Friday, August 18, 2017

Courage, the Anti Anxiety

"I have anxiety." It's a common phrase you hear today. People are fairly open about it, even talking openly about their medication and whatnot. Leftists display psychological conditions (typically undiagnosed) on their social media profiles as if they are badges of honor, which always include some form of anxiety, PTSD, or similar.

Saying you have anxiety is something like saying you have feet. Anxiety is a normal functioning of the brain to protect us from situations we aren't prepared to handle. When I was a child I told my mother that I wished I didn't feel pain. She replied that there are people in the world who actually don't feel pain, and their lives are not so easy. For one, they must constantly monitor themselves for injuries that could lead to life-threatening infections. It became clear that pain served a vital function after all. As a parent now, I've watched as pain provided a feedback for my daughter to learn to walk and function in the world safely.

Anxiety seems to work in a similar fashion. It keeps us from situations that could cause us harm. We understand what it means when people say they have anxiety: they have too much anxiety; they feel anxiety when they really shouldn't. It's rightfully an undesirable psychological condition. It exists on a spectrum, but too many treat it like a binary condition. To them, anxiety is a disease, like cancer or hemophilia, and you have it or you don't. And I suspect many use it as a handicap, as an excuse for lack of achievement, success, or whatever. It's yet another form of oppression.

Most people are over-anxious these days, for lots of valid reasons. We all wish were less so, a little more calm, a little more cool and collected. I would advise that the last thing people should internalize is I have anxiety. To do so is to work from a position of defeat. A better mindset is I need to develop more courage. Work towards a positive goal, rather than thinking yourself fundamentally flawed. Courage is the ability to overcome anxious self-doubt and act in accordance with one's values and intellect, rather than to react to one's uncontrollable emotions. Courage enables us to exercise our full capacities as human beings. Giving in to fear despite our better judgment reverts us to a more animal-like mode of existence.
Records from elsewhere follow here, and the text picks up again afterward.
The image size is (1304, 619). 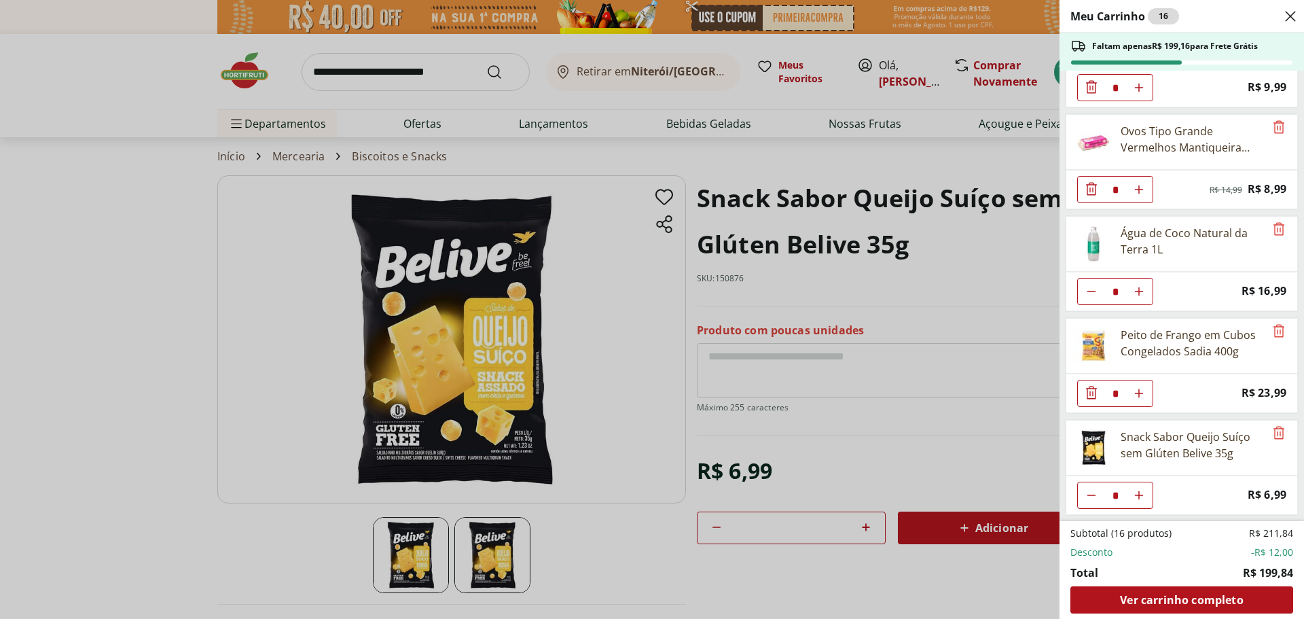 What do you see at coordinates (1226, 190) in the screenshot?
I see `span: R$ 14,99` at bounding box center [1226, 190].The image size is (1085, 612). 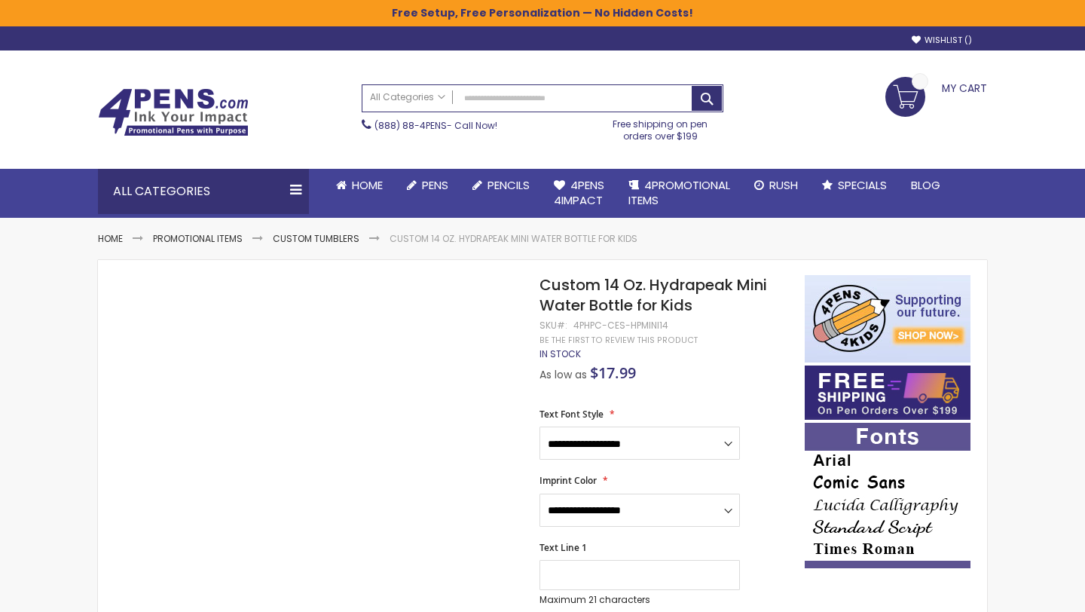 What do you see at coordinates (513, 239) in the screenshot?
I see `li: Custom 14 Oz. Hydrapeak Mini Water Bottle for Kids` at bounding box center [513, 239].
The core thing to know about anxiety is that you can't reason your way out of it. (Anyone who experiences public speaking anxiety, as I do, understands this.) The amygdala is the brain structure that triggers anxiety. It exists in a deeper, older portion of the primal human brain, and it doesn't care much what the cerebral cortex tells it. The amygdala is just a pattern-matching function. It scans the environment and, if it finds great uncertainty or matches it to previous situations where harm occurred, it triggers the anxiety state. You can't tell it what to do. You can only update its historical data records. It's no different than training a dog. You can't tell the dog what to do, only train it through an ample amount of positive and negative reinforcement in a regimen of gradually increasing difficulty. We take the same approach to learning to play basketball or guitar. We know in our head what good music sounds like, or what a basketball player should be doing, but we can't talk ourselves into a great shooting technique. We must train ourselves through repetition.
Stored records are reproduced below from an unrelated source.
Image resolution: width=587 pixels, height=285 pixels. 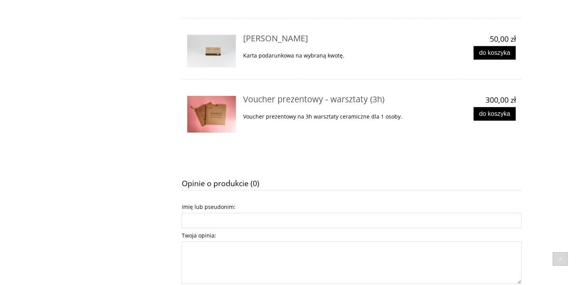 What do you see at coordinates (502, 39) in the screenshot?
I see `em: 50,00 zł` at bounding box center [502, 39].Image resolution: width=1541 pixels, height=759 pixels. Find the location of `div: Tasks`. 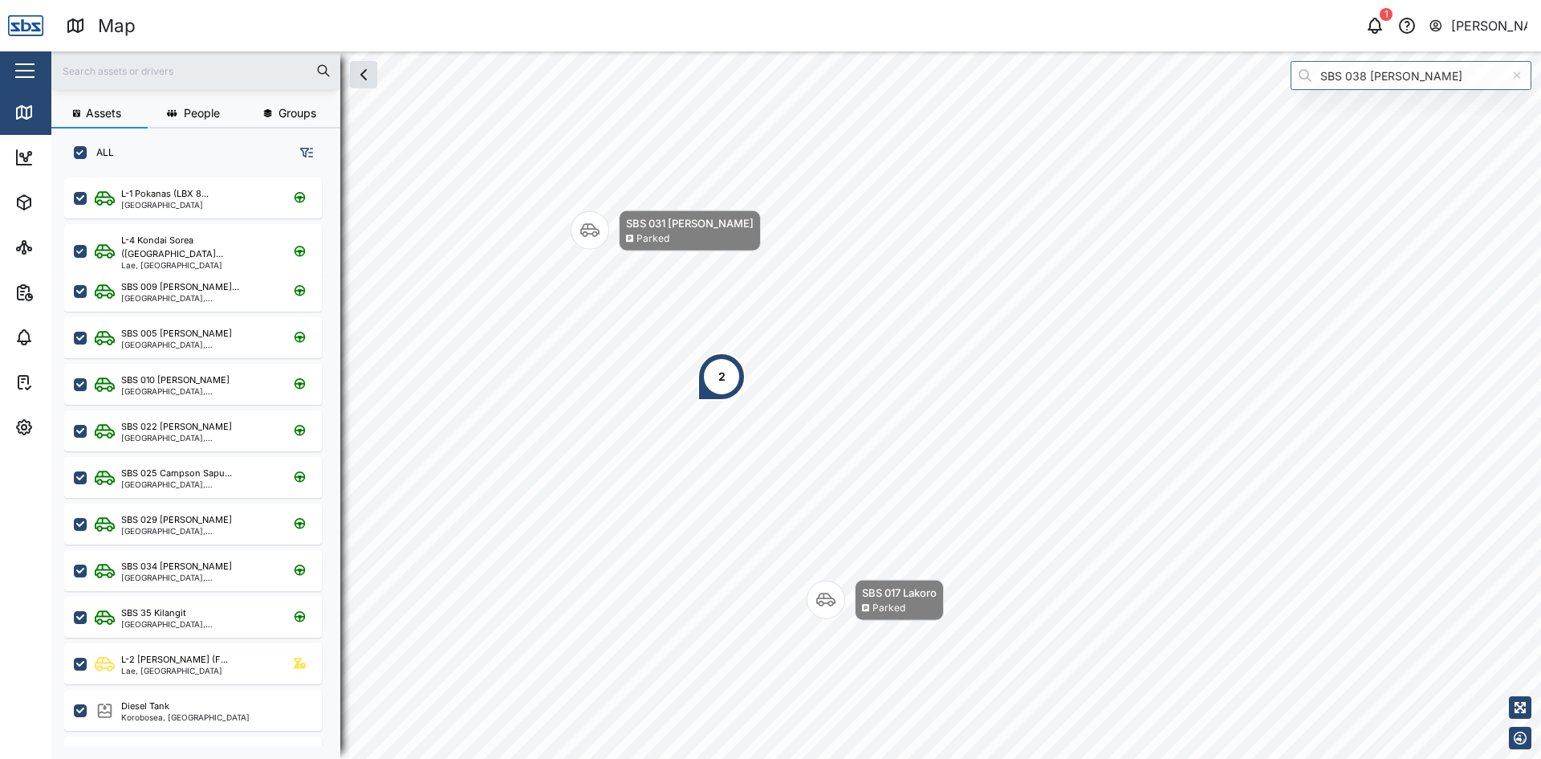

div: Tasks is located at coordinates (63, 382).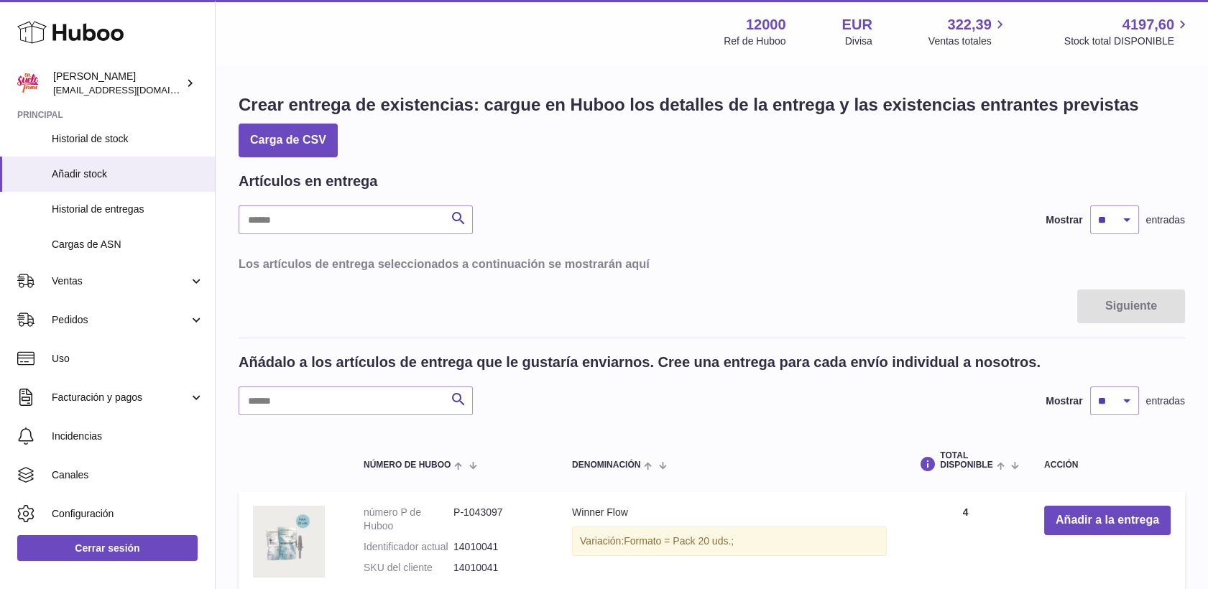 Image resolution: width=1208 pixels, height=589 pixels. I want to click on button: Carga de CSV, so click(288, 140).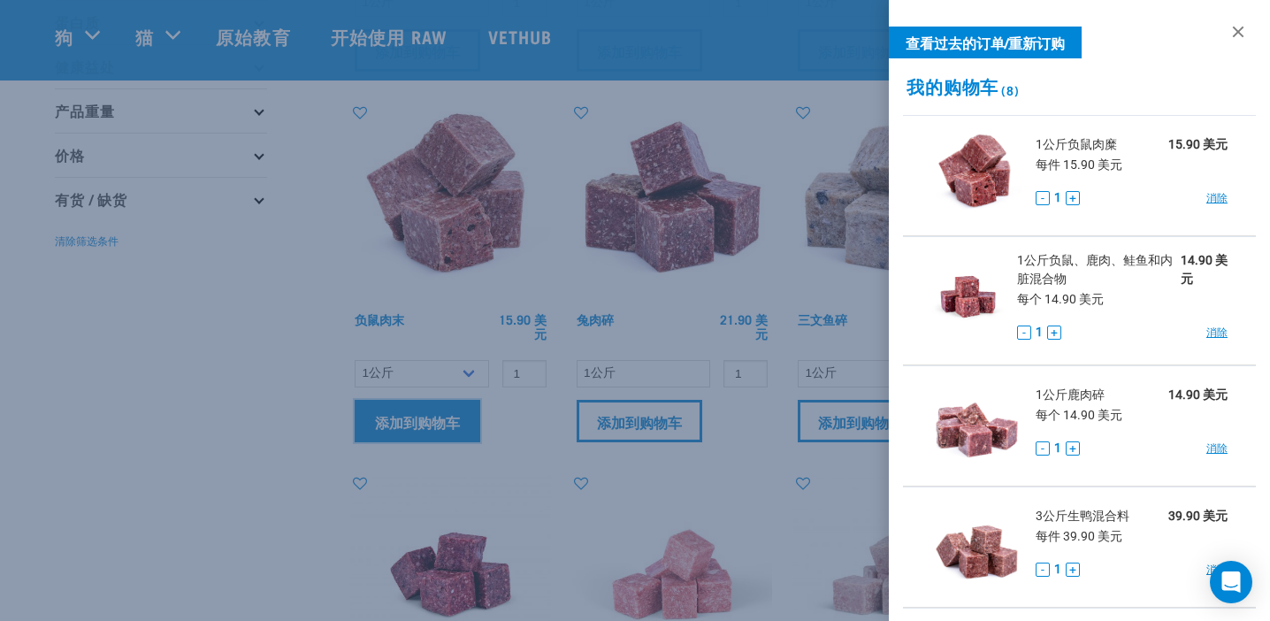  I want to click on font: (8), so click(1010, 89).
Anxiety is just psychological pain, and it drives people to avoidance behavior (to the point of safe spaces being implemented in many of our educational and corporate institutions). The same can be said of exercise. Lifting weights is difficult and painful. Squats are tortuous, in my opinion. Successful athletes learn to appreciate the burn, because they know that's where the improvement occurs, and they seek it out consistently. They also learn not to push too hard, otherwise they will overly exhaust or injure themselves.

The amygdala is entirely analogous. Anxiety is the burn. The brain hack is to learn to appreciate the burn because it is making you stronger. If instead of avoiding anxiety you seek it out, you'll find that it will take increasingly stressful situations to feel the same anxiety. Speaking to an audience of two used to make you anxious; now it takes five. And then ten. And so on.

There is no way to cure anxiety but to enter the stressful situation and demonstrate to your amygdala that everything is fine, and to do that routinely. The only way to do so is to muster up some good old fashioned courage. Not once, but routinely. Make courage a lifestyle decision and in six months you'll be amazed at how much more enjoyable life is.